As the world’s largest bilateral development assistance agency, USAID is a major provider of grant-based finance for climate action in the Global South. Its climate programmes – amounting to close to half a billion dollars in 2024 – help countries cut greenhouse gas emissions and protect their citizens from the escalating effects of global warming.

Secretary of State Marco Rubio – who is now in charge of USAID’s work – said last week that only projects that make “America safer, stronger or more prosperous” will survive the cull, without explaining which criteria would be used for the assessment.

‘Devastating’ consequences

The sudden move has thrown the development world into disarray, with organisations forced to halt their operations overnight and furlough or lay off staff without being able to obtain clear information or guidance from US officials.

A USAID project in Honduras strengthens the sustainability of coffee farming.
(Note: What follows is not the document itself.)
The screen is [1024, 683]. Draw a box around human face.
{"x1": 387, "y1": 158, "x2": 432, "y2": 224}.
Credit: USAID/Honduras Transforming Market

Speaking to Climate Home, aid workers involved in USAID-funded climate projects in the Global South painted a picture of bewilderment and confusion.
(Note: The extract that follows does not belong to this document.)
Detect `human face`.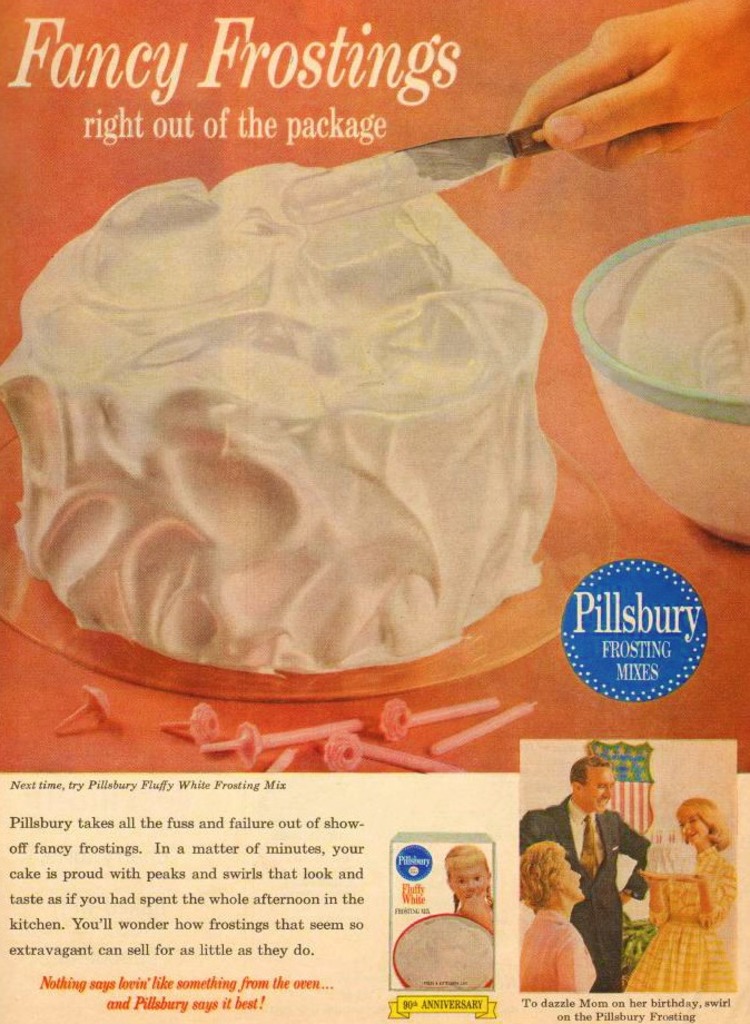
Detected at 445:866:490:908.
“We are no longer able to transfer funds to our local partners – and it will be really hard for them to manage costs,” explained one senior official at a global humanitarian group, underscoring the “devastating” consequences of the funding freeze for frontline organisations.

Working in conflict-afflicted regions, the aid group supports projects to build climate resilience that struggle to attract any financing outside of development money, said the official, adding “that has all gone away now”.

“For many programmes a 90-day pause is as good as a cancellation because you lose all momentum, you lose community connection, you lose the trust you built up with communities which is vital to success,” they added.

Separately, in Malawi, Climate Home has learned that all USAID-funded projects have been halted, with staff members being told to remain at home, just as the country was hit by deadly floods last week.

Climate aid powerhouse

Climate Home analysed USAID’s portfolio of climate projects before its website went offline late last week, soon after Trump-ally Musk, the world’s richest man, labelled the agency as “a criminal organisation”, without providing evidence – and called for its closure.

One of USAID’s single largest climate projects supports the large-scale roll-out of clean energy facilities across Southern Africa. With total budgeted funding of $84.5 million up to 2028, the programme aims to set up 3 million new electricity connections and avoid 14 million tonnes of planet-heating emissions – equivalent to the annual carbon footprint of Ivory Coast.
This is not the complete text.